I didn’t begrudge him his success. Much. I could never take the kind of risk he had. It was much better to work for someone else, a company that provided benefits, a company that didn’t depend solely on me like we’d all relied on my dad until one day he was gone.
I unballed my fist and ran a fingertip over the fern’s frond. When Mother launched into another rhapsody on my brother’s company’s stock valuation, I said, “This fern displays the Fibonacci sequence here in the frond pattern and these little shoots. Can I borrow it? I’ll return it unharmed at brunch on Sunday.”
“Not one bruise on it,” she said. “It’s an elfin tree fern. They’re endangered in their native habitat.”
“Andrew,” Natalie said in a wheedling tone. “That ride?”
“Down the street to the Waddingworths’? Fine.”
“We have to stop at Neiman’s on the way.”
“On the way?” I yelped. “Neiman’s isn’t on the way.”
“I meant we’re going there first to pick up her dress. Then to Bianca’s. She had a fashion emergency. Mother promised I’d help. Now hurry up. The store closes at six.”
I sighed. I wouldn’t get started on my work until after seven and on the script for Saturday until, at best, nine. But I’d been wrapped around Natalie’s finger since she was born. “Fine. What happened to your car?”
“Oh, you know.” She waved a hand. “Foreign cars.”
“I drive an Audi,” I grumbled.
“Not everyone can be as boring as you, Andrew.” Leaving the case where it was, she fluttered over to kiss Mother’s cheek. “See you at the party.”
Mother stilled her with a touch on her arm. “Who’s your date tonight?”
“One of the van der Poel twins.”
“Which one?” she asked.
“Not sure. Does it matter?”
“Technically—” Mother began.
“Bye, Mother.”
My sister swooped out like a butterfly. I offered Mother my arm and escorted her (and Natalie’s case) out of the conservatory.
“Have fun at your party tonight,” I said. “Don’t forget what the doctor said about mixing wine and your medications.”
She waved off my warning. “You could come too. I’m sure Bianca would love to have you. Her daughter Bella is home from college now.”
I hummed noncommittally.
“She’s always held a torch for you.”
“She’s, like, twenty-two, Mother. Have you forgotten how old I am? I’m thirty-two.”
She waved her hand. “An age difference like that doesn’t matter.”
“It matters to me. Girls her age don’t know what they want. I’m looking for someone more…mature.”
She narrowed her blue eyes at me. “You’re in your thirties, Andrew. You need to settle down soon. You can’t afford to be so picky.”
“I’m not picky. I date a lot of women.”
“And you always find fault with them. No one’s perfect.”
For a moment, I’d thought Carly was. Until she’d left me without so much as a note.
“I know. I’m waiting for someone special.”
She huffed. “Don’t you want what your brother has?”
Not really. I didn’t want a whole company to worry about. Or kids.

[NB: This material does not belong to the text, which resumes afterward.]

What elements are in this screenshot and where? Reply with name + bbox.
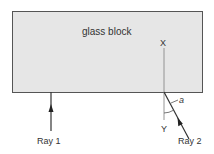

I wouldn’t mind getting some recognition from my family. But that was petty of me. I forced a careless grin onto my face. “Sure. If Alicia’s looking to ditch my worthless brother.”
“Worthless?” Her right eyebrow shot up. “His company’s valued at?—”
“Andrew!” Natalie flung open the front door. “Fashion. Emergency. Move it!”
Relieved not to have to hear about my brother’s superiority yet again, I pecked Mother on the cheek. “See you Sunday.”
“I’ll give Bella your regards.”
I already had my hand on the door. “No, thanks.”
I wasn’t ready to date anyone, not even a nice girl like Bella. My heart was still too raw from the tenderization Carly had given it with her stiletto heel.